Three consequences follow from this disguise.

First, it conceals the arbitrariness of the decision threshold. Tuberculosis has a non-arbitrary threshold: either the bacillus is present or it is not. MDD has an arbitrary threshold: five of nine symptoms for two weeks. The number five is not derived from the domain. It is a decision about where to draw a line in a continuous distribution of distress. By presenting itself as entity-naming, MDD makes this arbitrary threshold appear as if it were a natural boundary, like the presence or absence of a pathogen.

Second, it conceals the inter-recursive character of the domain. Tuberculosis operates in a non-recursive domain: the bacillus does not care whether it is classified or treated. MDD presents as the same kind of concept, implying that depression is similarly indifferent to being named and treated. But depression is constitutively inter-recursive. Patients diagnosed with MDD do not remain indifferent to that diagnosis. It enters their self-understanding, shapes how they present in subsequent encounters, colours what they expect of treatment, and alters how they interpret their own fluctuations. The diagnosis does not discover a pre-existing state; it participates in constituting one (Ecks 2026). By formatting itself as entity-naming, MDD also formats its domain as non-recursive, which it is not.

Third, it conceals the mediational bandwidth of the condition. The DSM symptom list focuses primarily on embodiment (sleep, appetite, energy, psychomotor function) and on certain aspects of multisymbolism (self-reported worthlessness, difficulty concentrating, thoughts of death). This is consistent with the entity-naming format: the tuberculosis analogy suggests that the real condition is located in a specific biological domain. But depression is distributed across all five mediations. It alters being-with: relationships become strained, dependent, or withdrawn. It alters dwelling: the same geography sustains or suffocates differently as the condition evolves. It alters multimateriality: the accumulated physical apparatus of treatment, tablets, clinic visits, insurance forms, mediates the course of the condition in ways that are constitutive, not merely instrumental. The entity-naming format makes the high-bandwidth reality of depression invisible inside a low-bandwidth conceptual container.

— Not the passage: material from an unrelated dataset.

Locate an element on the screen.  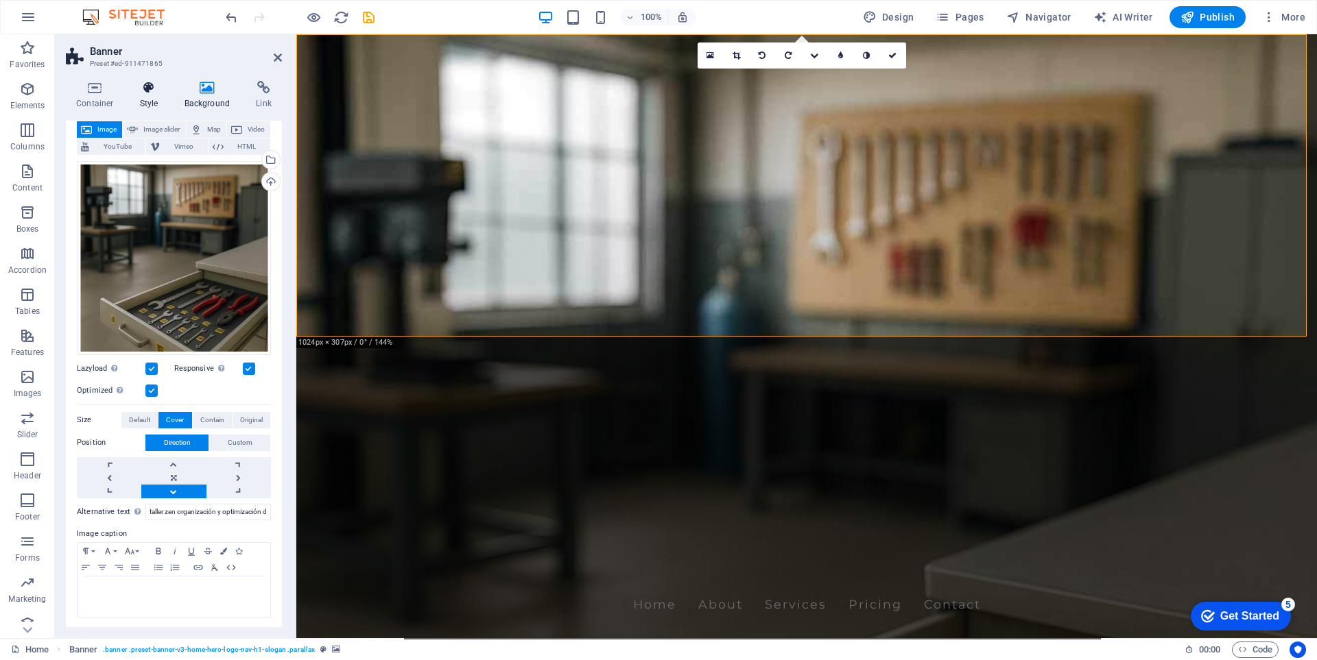
h6: 100% is located at coordinates (651, 17).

The result is that MDD is simultaneously an L4 formatted as entity-naming L3, a concept of an inter-recursive domain presenting as a concept of a non-recursive entity, and a high-bandwidth concept wearing low-bandwidth clothing. The subsequent history of controversy about MDD, the debates about antidepressant efficacy, about cultural transportability, about the medicalisation of ordinary sadness (Horwitz and Wakefield 2007), about the relationship between depression and social conditions, is in LVT terms a history of the consequences of this disguise being slowly and incompletely unmasked.

9. Original Misfit

Inter-recursive domains are those in which multiple beings respond to each other, to shared symbolic systems, and to the classifications that name them. The domain changes not merely through internal feedback but through mutual interpretation and through the reorganisation of coordination by the concepts used to govern it. Mental health, intimate relationships, class position, gender, and law are all inter-recursive in this sense.

Original misfit occurs when a concept never adequately fitted the domain it was designed or used to stabilise: not degradation over time but malformation at entry.

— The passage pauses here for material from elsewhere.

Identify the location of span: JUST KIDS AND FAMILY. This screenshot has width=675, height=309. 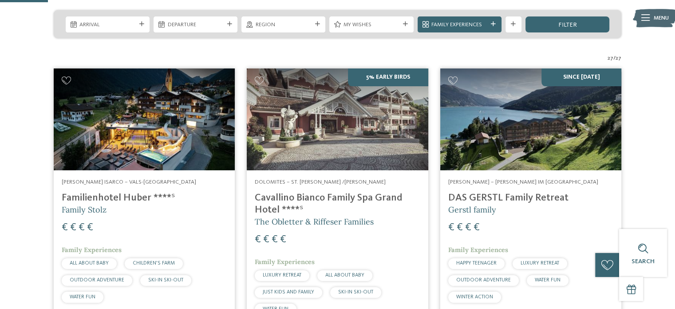
(289, 292).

The conceptual history of depression in Japan illustrates this clearly. Kitanaka (2012) shows that prior to the intensive pharmaceutical marketing of SSRIs in Japan in the late 1990s, depression was diagnosed at considerably lower rates than in North America and Western Europe, and occupied a markedly different position in Japanese clinical culture. Suffering was (presumably) common, but the idioms through which suffering was articulated, the moral and relational frameworks within which it was embedded, and the institutional pathways available for seeking help were all organised differently from the Anglo-American framework within which MDD was developed.

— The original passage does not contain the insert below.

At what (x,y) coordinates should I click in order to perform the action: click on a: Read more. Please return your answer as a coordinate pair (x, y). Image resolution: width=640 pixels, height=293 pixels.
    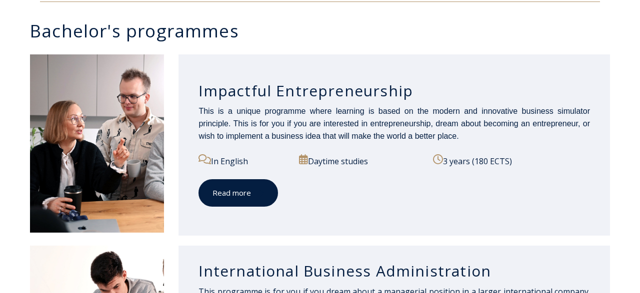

When pharmaceutical companies marketing SSRIs introduced “depression” as a common and treatable condition, they were not translating a pre-existing concept. They were reorganising a mesocosm. The concept did not discover a domain of suffering that had been invisible. It helped create a new domain of articulation, institutional recognition, pharmaceutical treatment, self-understanding, and identity. MDD entered the Japanese clinical context carrying not only its cultural assumptions but its concealed structure, presenting itself as a neutral observational concept (like a diagnostic test for a pathogen) when it was in fact a decision algorithm calibrated to a specific mediational and institutional configuration.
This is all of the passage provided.